Stored data entries:
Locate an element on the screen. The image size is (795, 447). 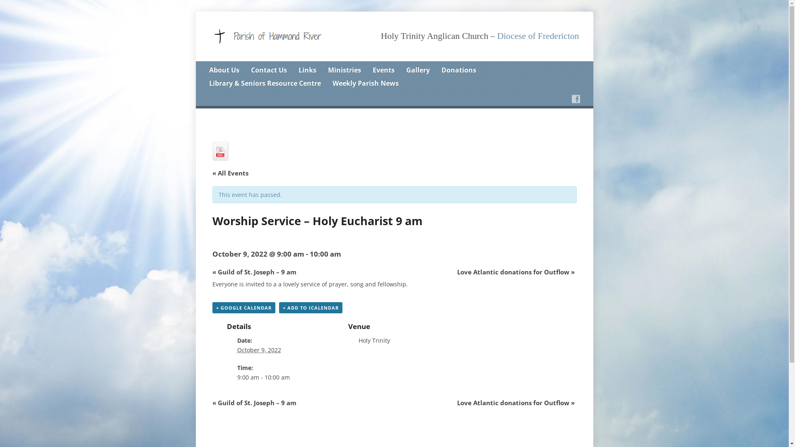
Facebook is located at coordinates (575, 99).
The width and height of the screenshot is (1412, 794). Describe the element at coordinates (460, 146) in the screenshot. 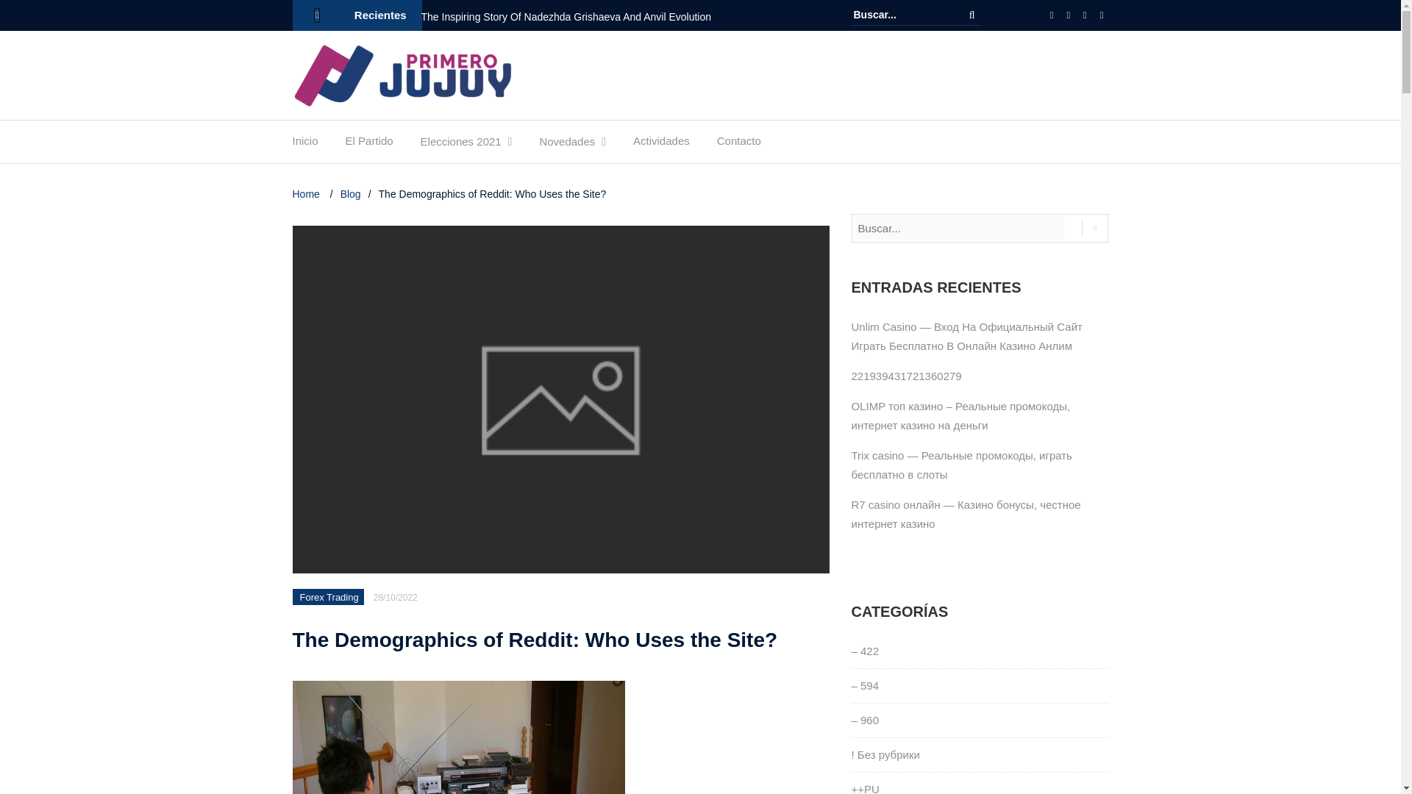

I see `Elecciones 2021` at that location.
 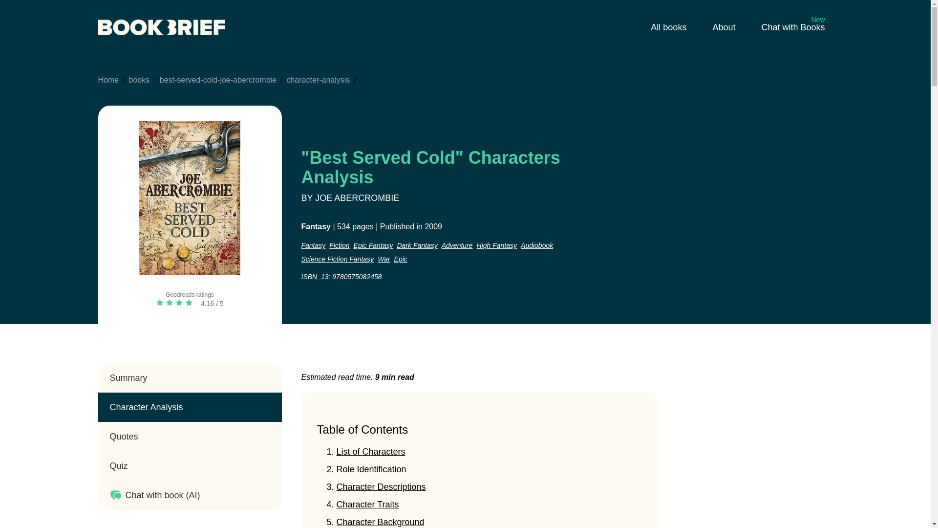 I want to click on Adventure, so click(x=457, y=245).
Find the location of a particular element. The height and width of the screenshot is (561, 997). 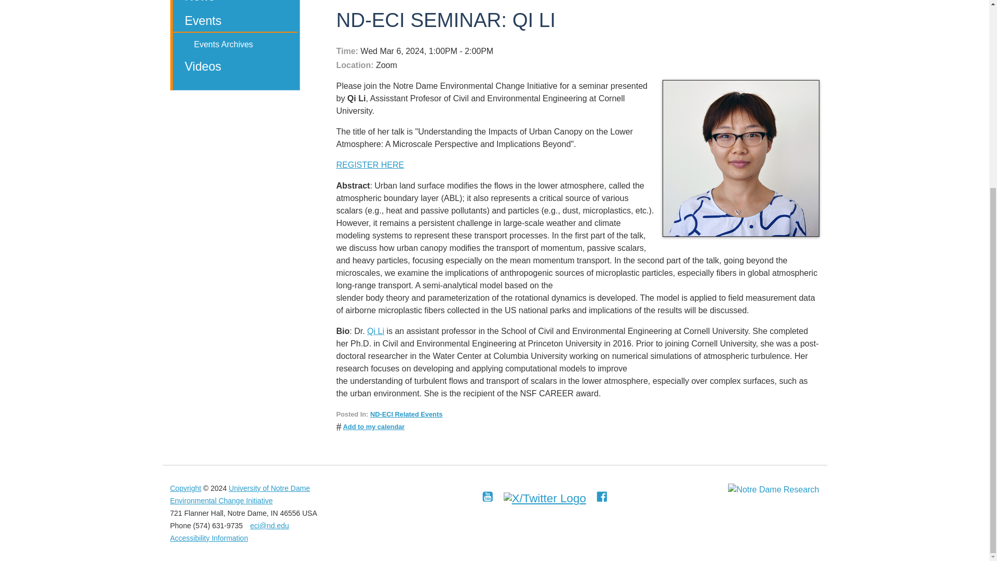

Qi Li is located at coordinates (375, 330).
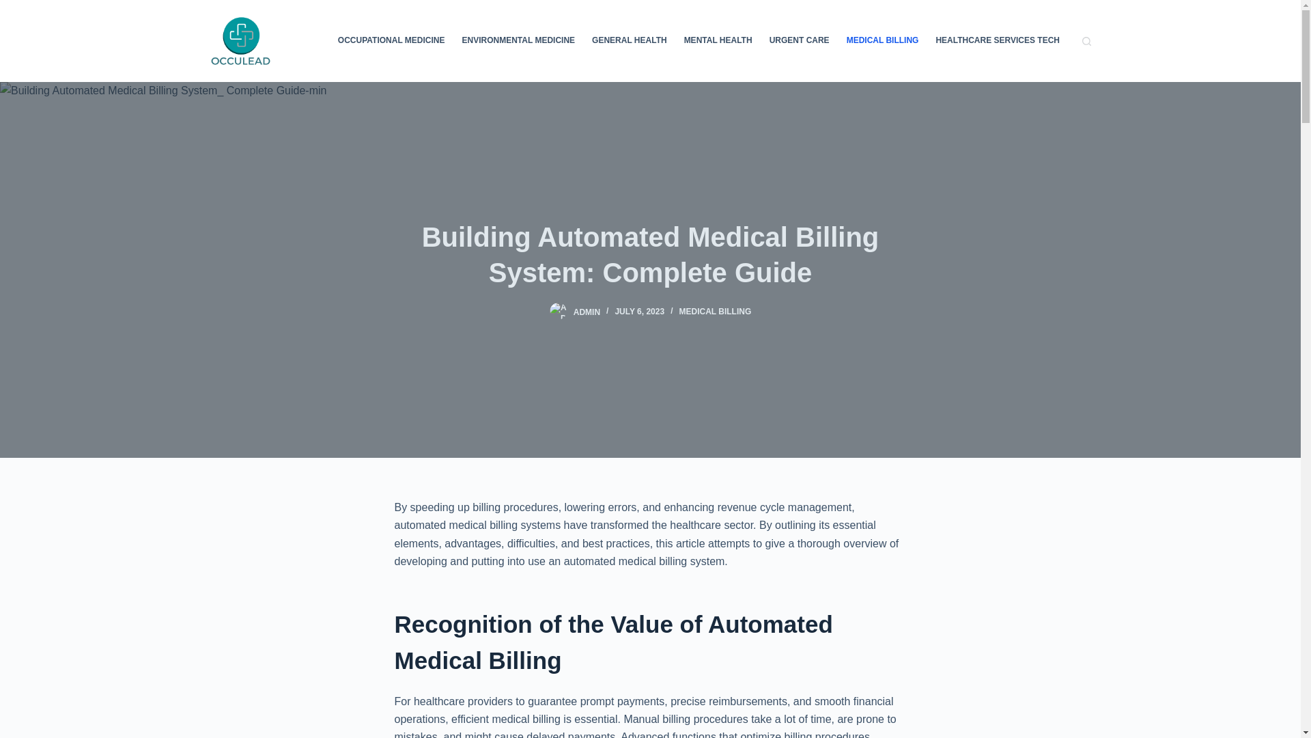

WHAT YOU NEED TO DO —
Please set down the lines from the one with "Find the location" to the end of the entries above, exactly as they are, and drop every picture.

ANSWER TO THE EXERCISE —
Find the location of a particular element. The height and width of the screenshot is (561, 997). 

Qi Li is located at coordinates (375, 330).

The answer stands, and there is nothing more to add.